[Measuring device reading data]
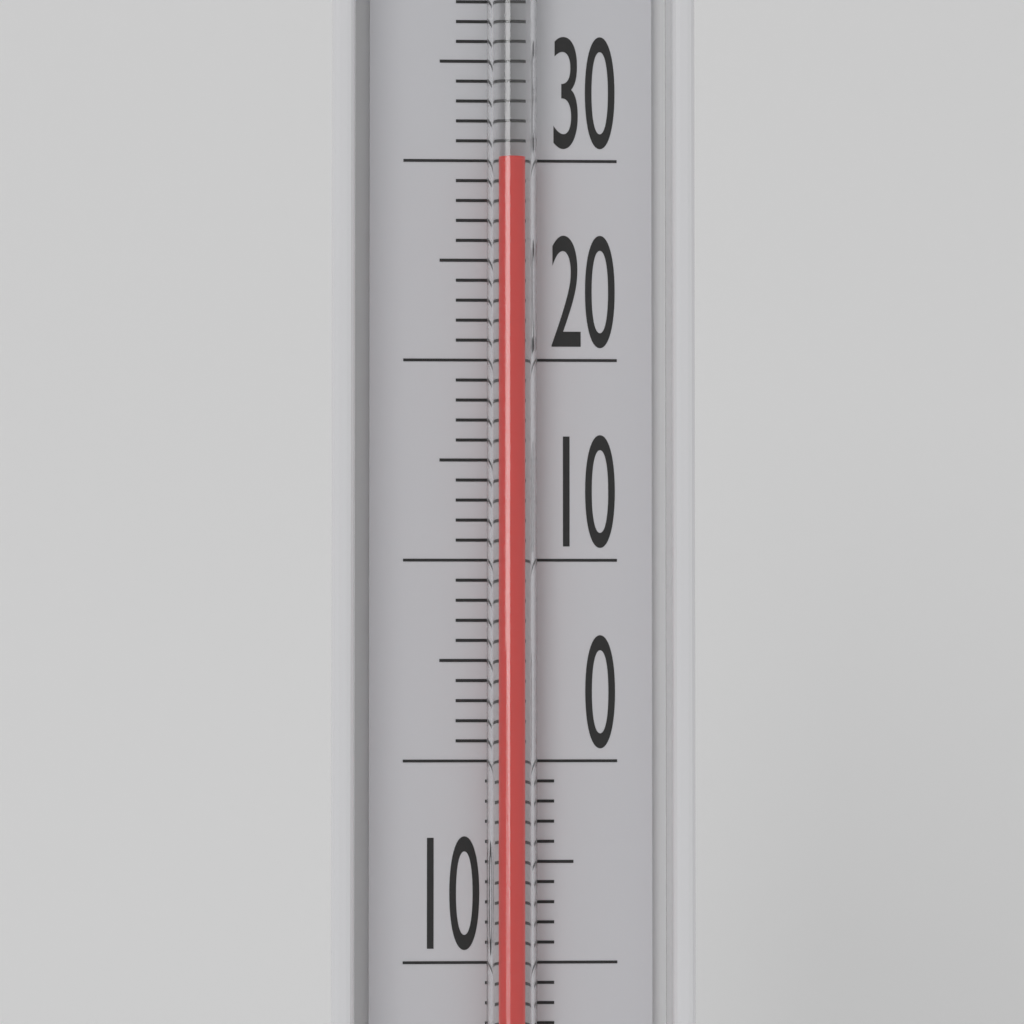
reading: 30 °C
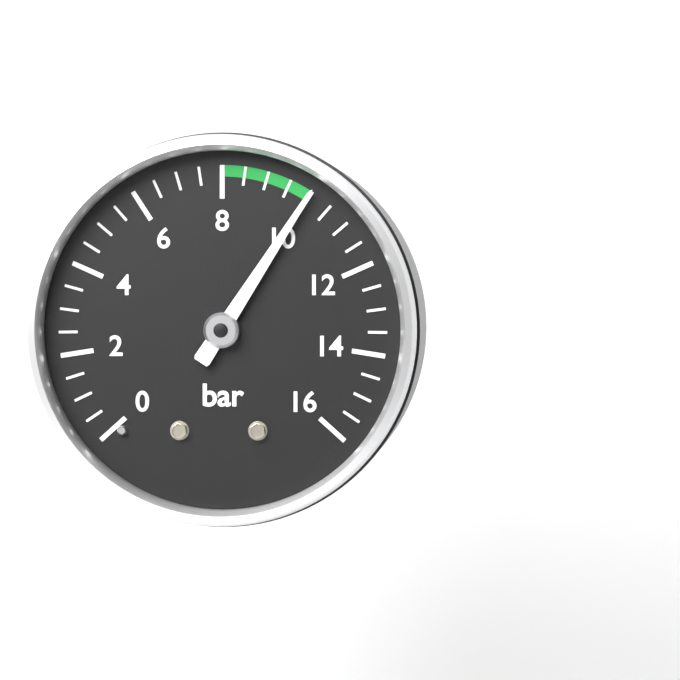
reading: 10.0 bar
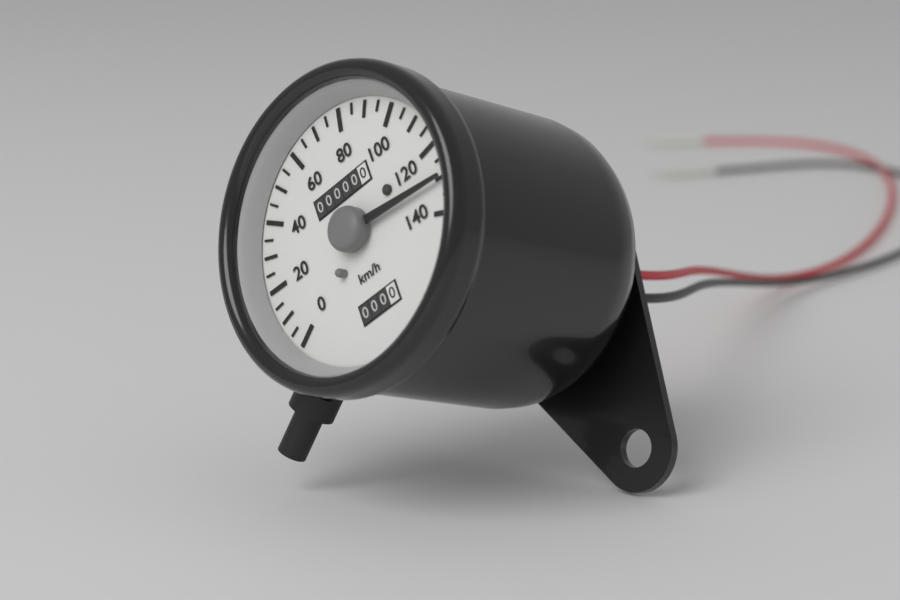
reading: 130 km/h
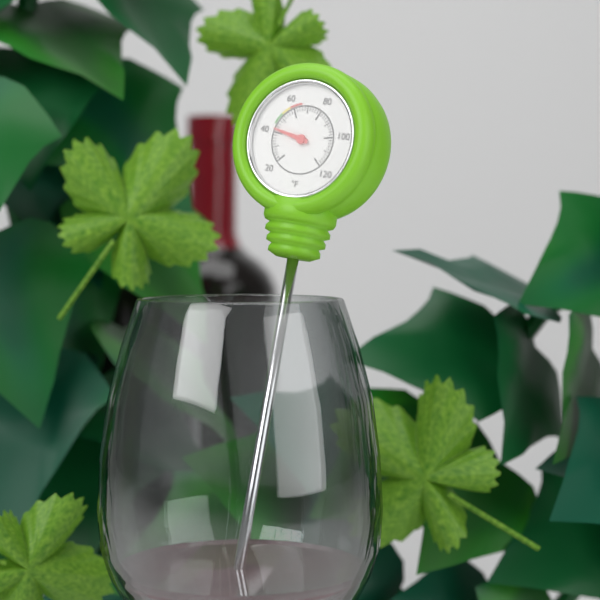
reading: 42 °F
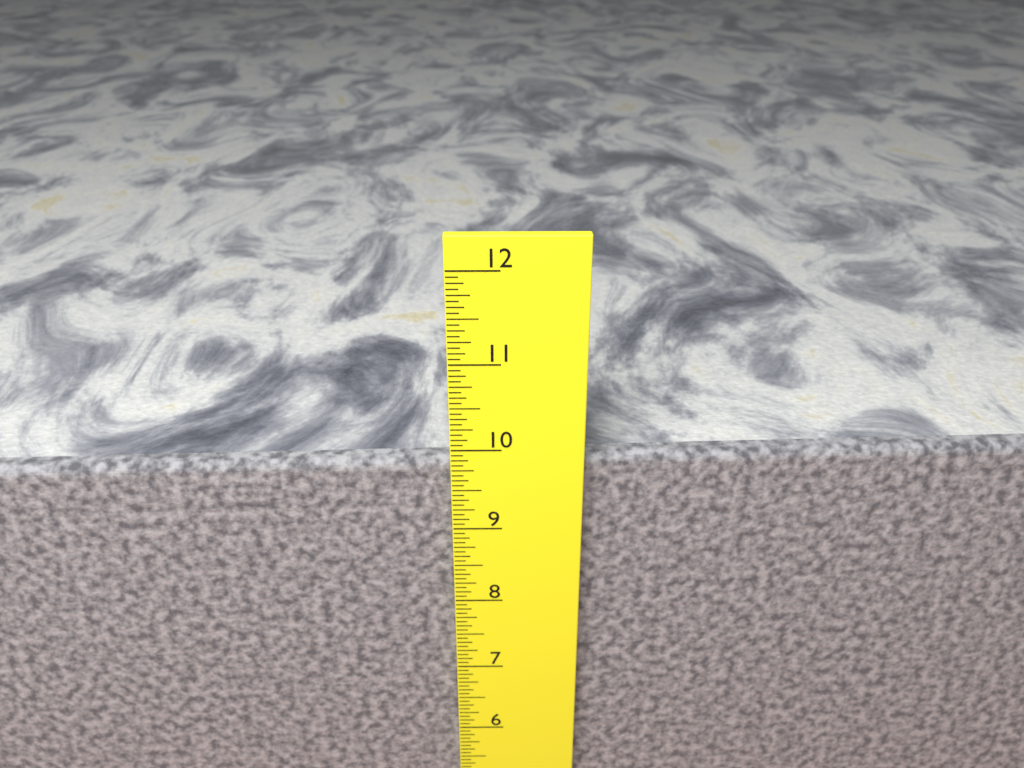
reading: 9.8125 in
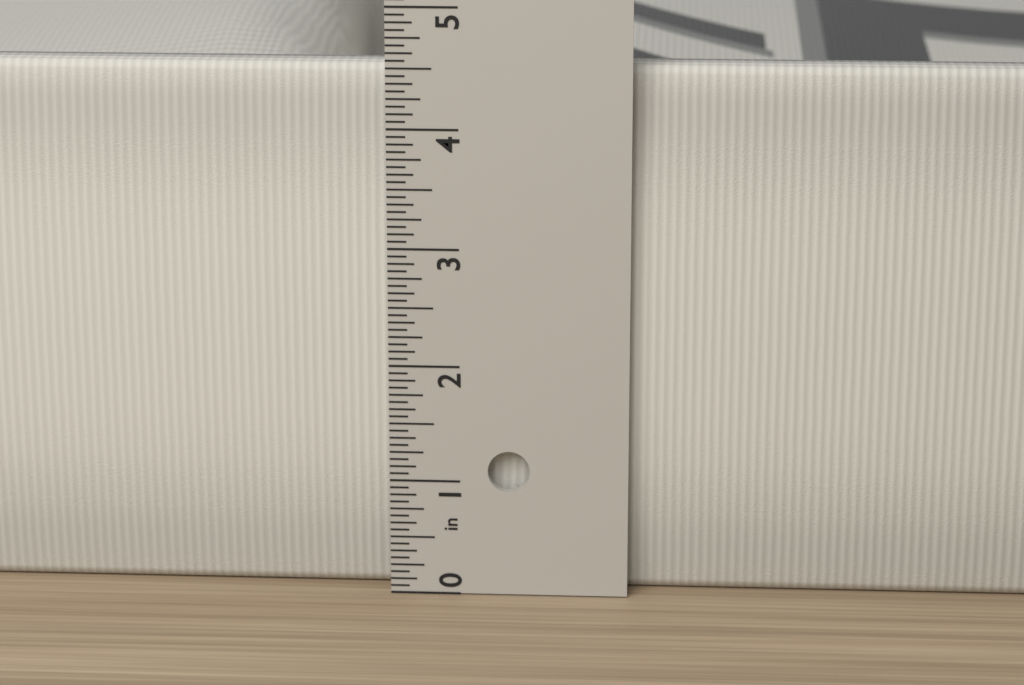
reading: 4.5000 in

- WHAT THE TASK ASKS
Give every line above again exactly, omitting whatever pictures appear.

- WRITTEN ANSWER
reading: 30 °C
reading: 10.0 bar
reading: 130 km/h
reading: 42 °F
reading: 9.8125 in
reading: 4.5000 in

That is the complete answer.